TYPES OF NEGRO HOUSING
Lack of repairs to the houses in the "Black Belt" is accounted for by the fact that owners do not regard the buildings as worth repairing, and that tenants can always be found, even though it is necessary to reduce rents somewhat. This reduction is indeed notable. The School of Civics found that while in 1909 50 per cent of the houses examined on the South Side rented for as much as $16 a month, in 1917 only 13 per cent could command as high a rental as that; that in 1909 the prevailing rents were $15 and $16 as against $10 and $12 in 1917.
On the West Side the area studied generally was that bounded by Lake Street, Ashland, Austin, and Western avenues. Here the situation was little better. One-third of the families visited in the three selected blocks bounded by Fulton and Paulina streets, Carroll Avenue and Robey Street were Negroes. The remaining two-thirds represented sixteen nationalities. It was reported that the white residents could get advantages and improvements for their houses that a Negro could not. While 35 per cent of the houses were reported in good repair, 31 per cent were described as "absolutely dilapidated" and in a worse state of repair than those in any other districts studied except the Jewish district. The report said:
Broken-down doors, unsteady flooring, and general dilapidation were met by the investigators at every side. Windowpanes were out, doors hanging on single hinges or entirely fallen off, and roofs rotting and leaking. Colored tenants reported that they found it impossible to persuade their landlords either to make the necessary repairs or to release them from their contracts; and that it was so hard to find better places in which to live that they were forced either to make the repairs themselves, which they could rarely afford to do, or to endure the conditions as best they might. Several tenants ascribed cases of severe and prolonged illness to the unhealthful condition of the houses in which they were living.
That there was a continuing demand even for the shacks and shanties of the "Black Belt" is evidenced in a report made by the Urban League of Chicago in 1917 that only one out of every thirteen Negro applicants for houses to rent could be supplied. At the height of the demand applications for houses were coming in at the rate of 460 to 600 a day, and only ninety-nine were available for renting purposes. This was due, of course, to the growing stream of Negroes arriving daily from the South.
Covering the same area on the South Side as that studied by the School of Civics in 1917 a canvass was also made in 1917 by Caswell W. Crews, a student at the University of Chicago. He found that tenants had remained in these dwellings in some instances as long as twenty years after their unfitness had become evident, because the rent was low and they could find nowhere else to go. He mentioned the mass of migrants from the South who, because of their ignorance of conditions in Chicago as to what was desirable and what was to be had for a given sum, fell an easy prey to unscrupulous owners and agents. Mr. Crew's description said:
With the exception of two or three the houses are frame, and paint with them is a dim reminiscence. There is one rather modern seven-room flat building of stone front, the flats renting at $22.50 a month and offering the best in the way of accommodations to be found there. There is another makeshift flat building situated above a saloon and pool hall, consisting of six six-room flats, renting at $12 per month, but in a very poor condition of repair. Toilets and baths were found to be in no condition for use and the plumbing in such a state as to constantly menace health. Practically all of the houses have been so reconstructed as to serve as flats, accommodating two and sometimes three families. As a rule there are four, five, and sometimes six rooms in each flat, there being but five instances when there were more than six. It is often the case that of these rooms not all can be used because of dampness, leaking roofs, or defective toilets overhead.

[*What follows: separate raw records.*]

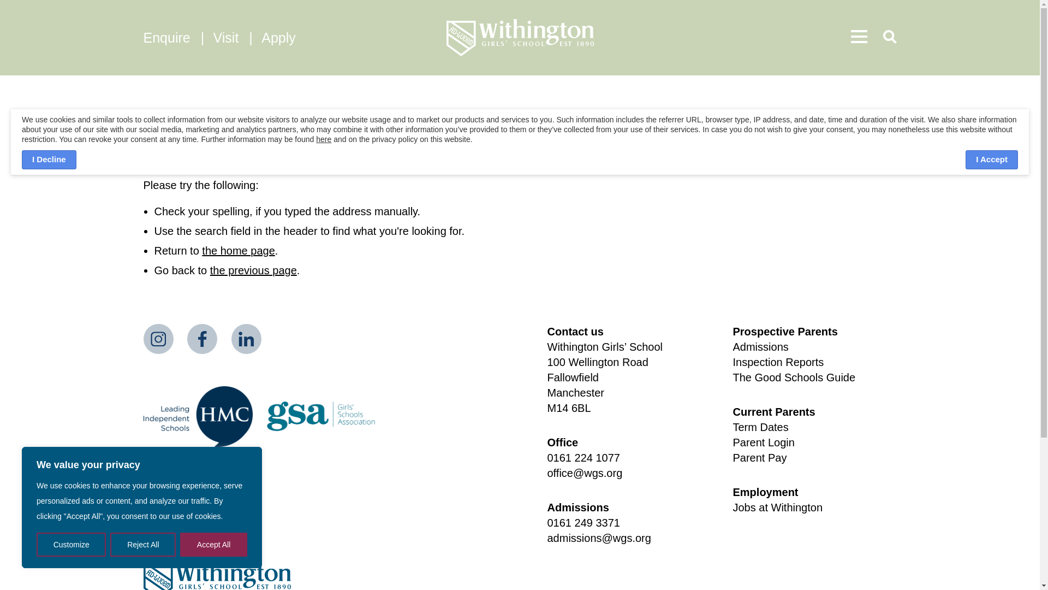 The image size is (1048, 590). Describe the element at coordinates (323, 139) in the screenshot. I see `here` at that location.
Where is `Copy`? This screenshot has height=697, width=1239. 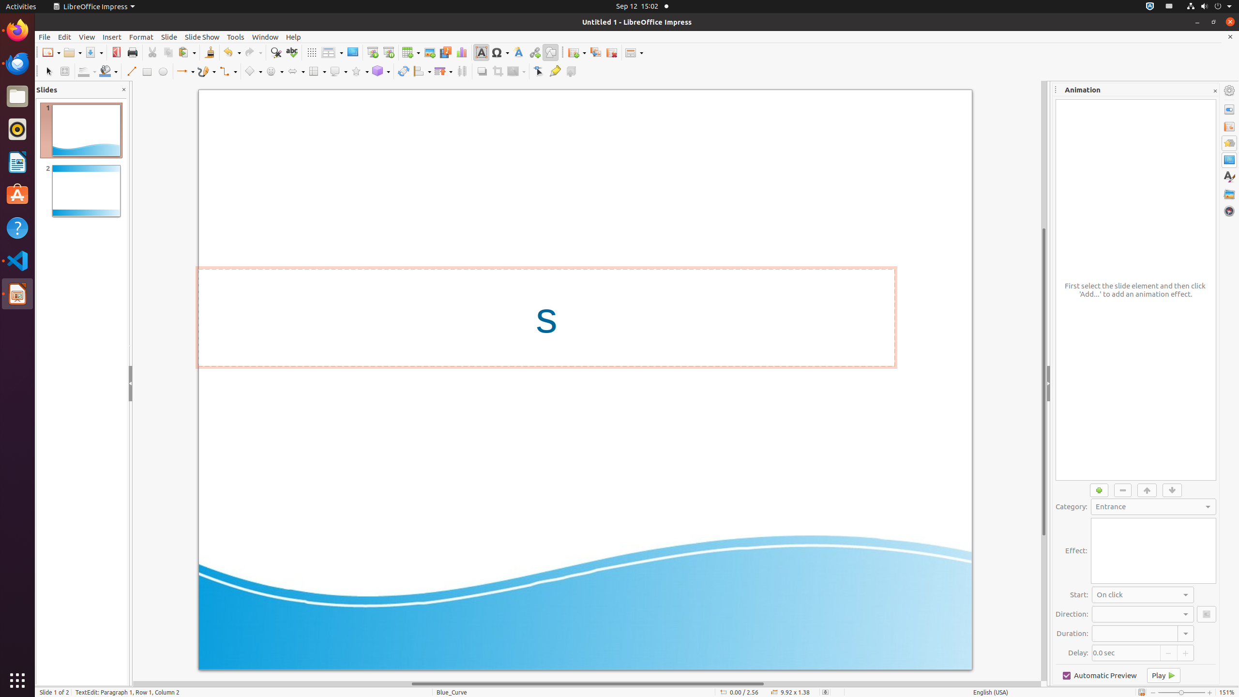 Copy is located at coordinates (168, 52).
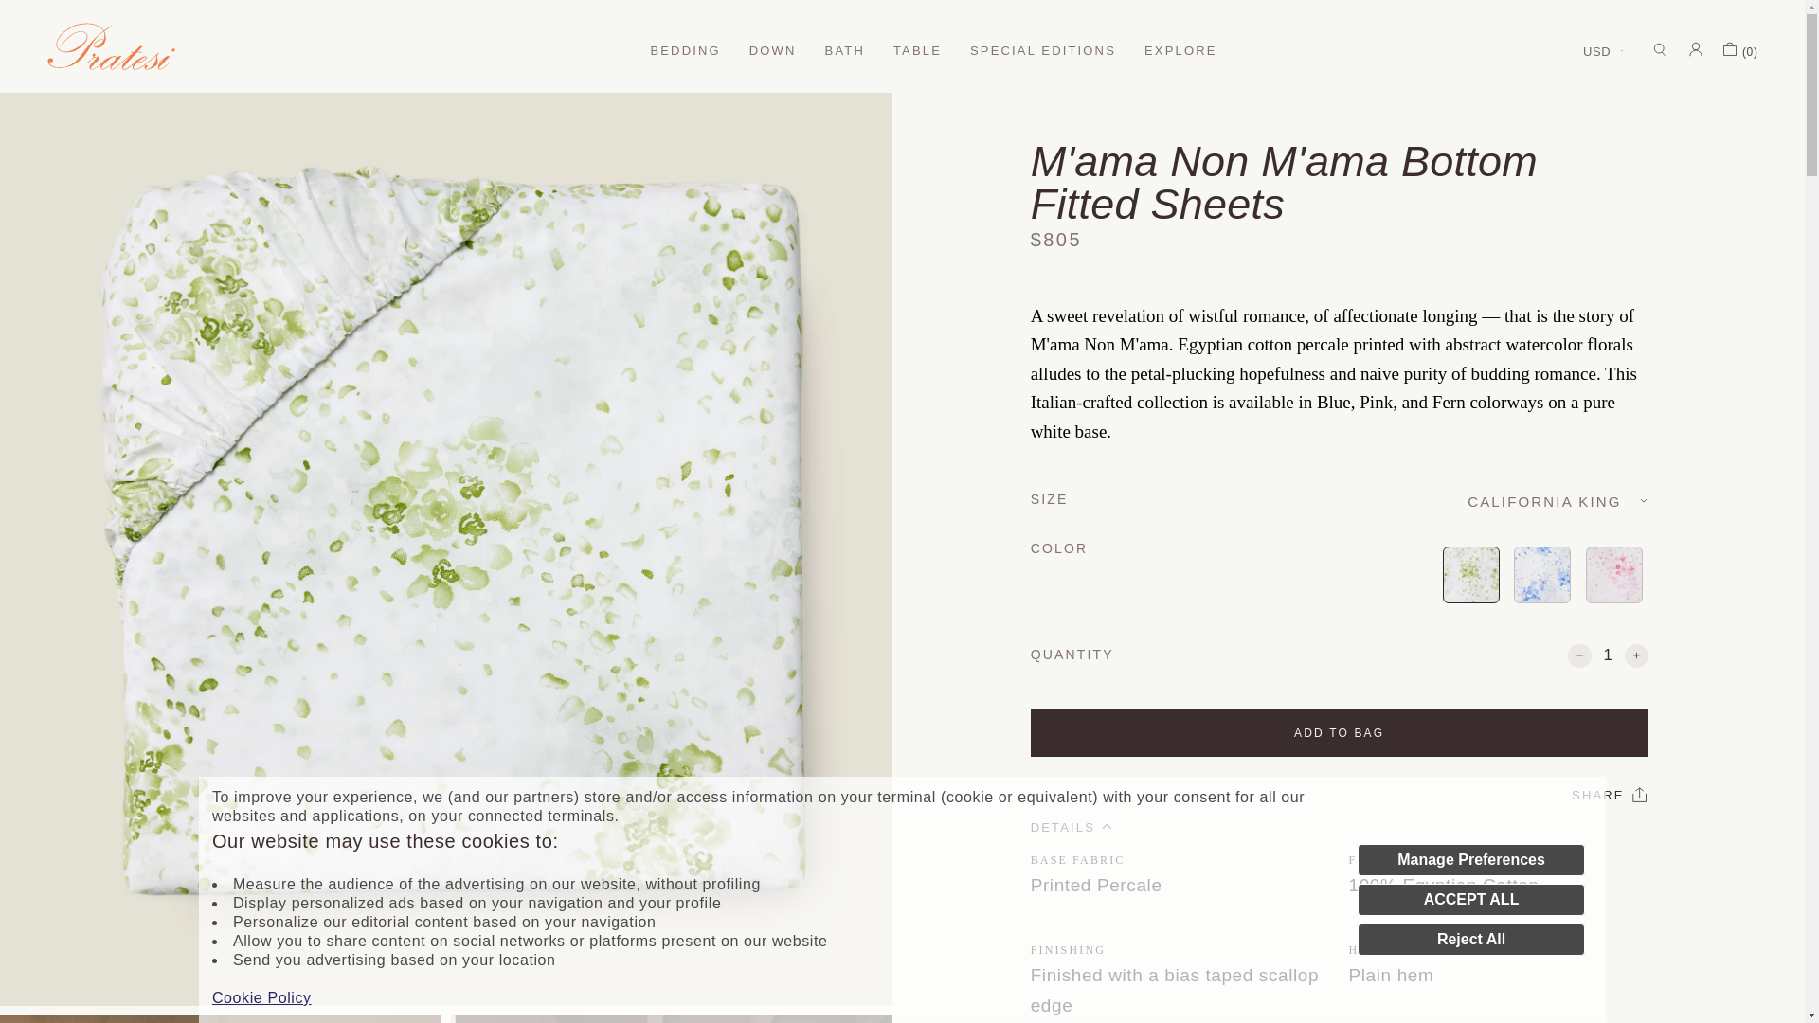 The width and height of the screenshot is (1819, 1023). Describe the element at coordinates (1608, 50) in the screenshot. I see `Currency selector` at that location.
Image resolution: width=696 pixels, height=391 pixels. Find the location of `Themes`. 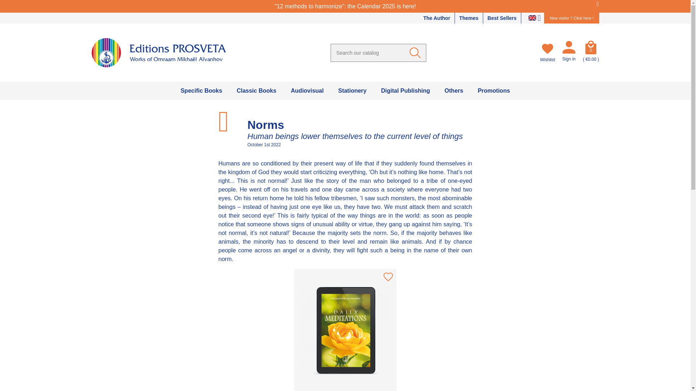

Themes is located at coordinates (469, 18).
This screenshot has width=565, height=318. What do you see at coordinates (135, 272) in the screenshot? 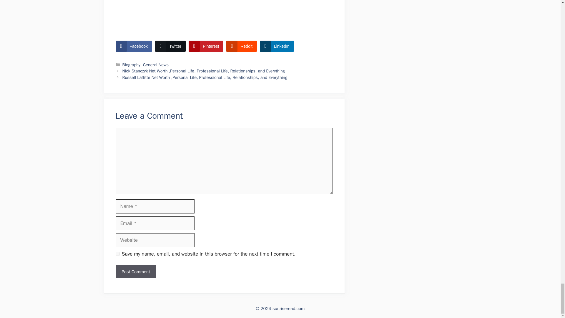
I see `Post Comment` at bounding box center [135, 272].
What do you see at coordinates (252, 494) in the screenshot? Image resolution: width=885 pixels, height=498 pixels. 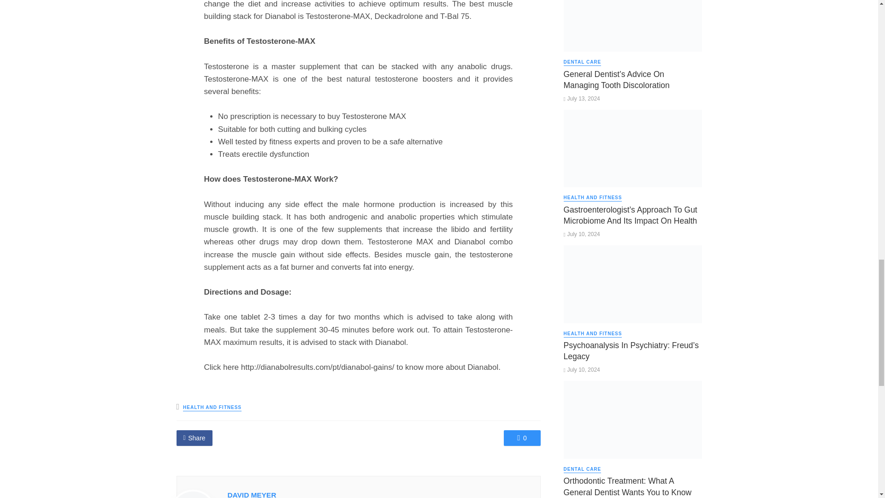 I see `DAVID MEYER` at bounding box center [252, 494].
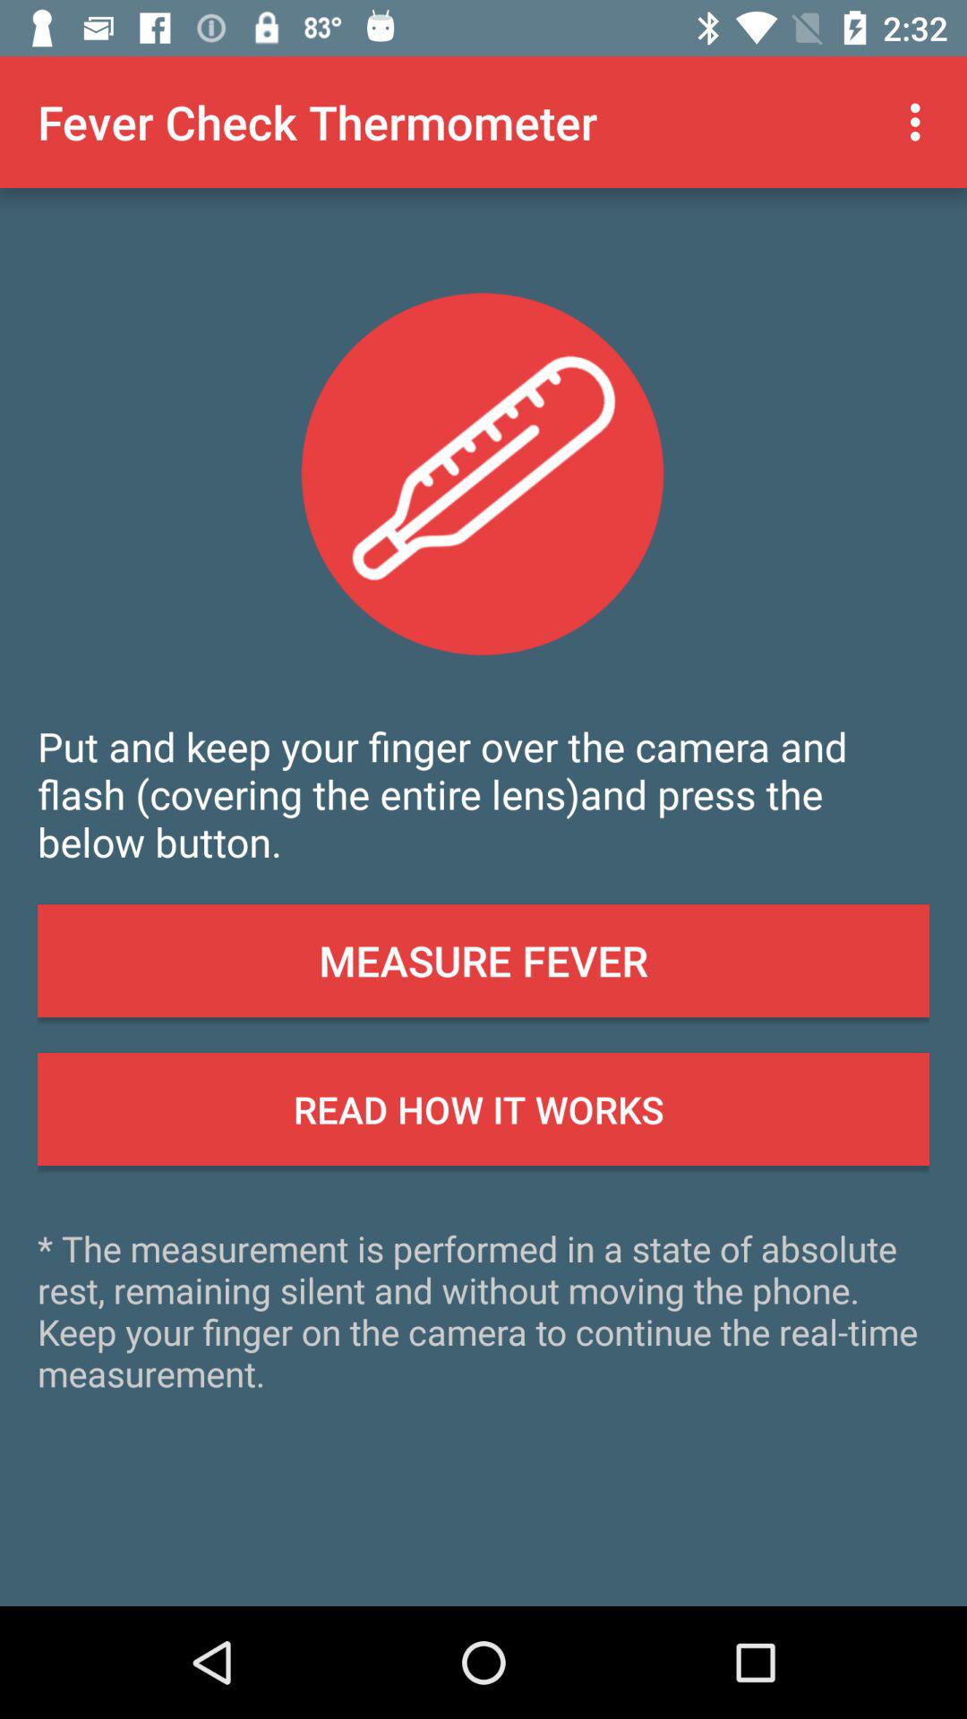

The owners are in most instances scarcely better off than their tenants and can ill afford to make repairs. One house in the rear of another on Federal Street near Twenty-seventh had every door off its hinges, water covering the floor from a defective sink, and windowpanes out. A cleaning of the house had been attempted, and the cleaners had torn loose what paper yielded readily and proceeded to whitewash over the adhering portion which constituted the majority of the paper. There were four such rooms and for them the family paid $7 a month.
In 1920 a cursory examination by investigators from the Commission showed that the only change in the situation was further deterioration in the physical state of the dwellings.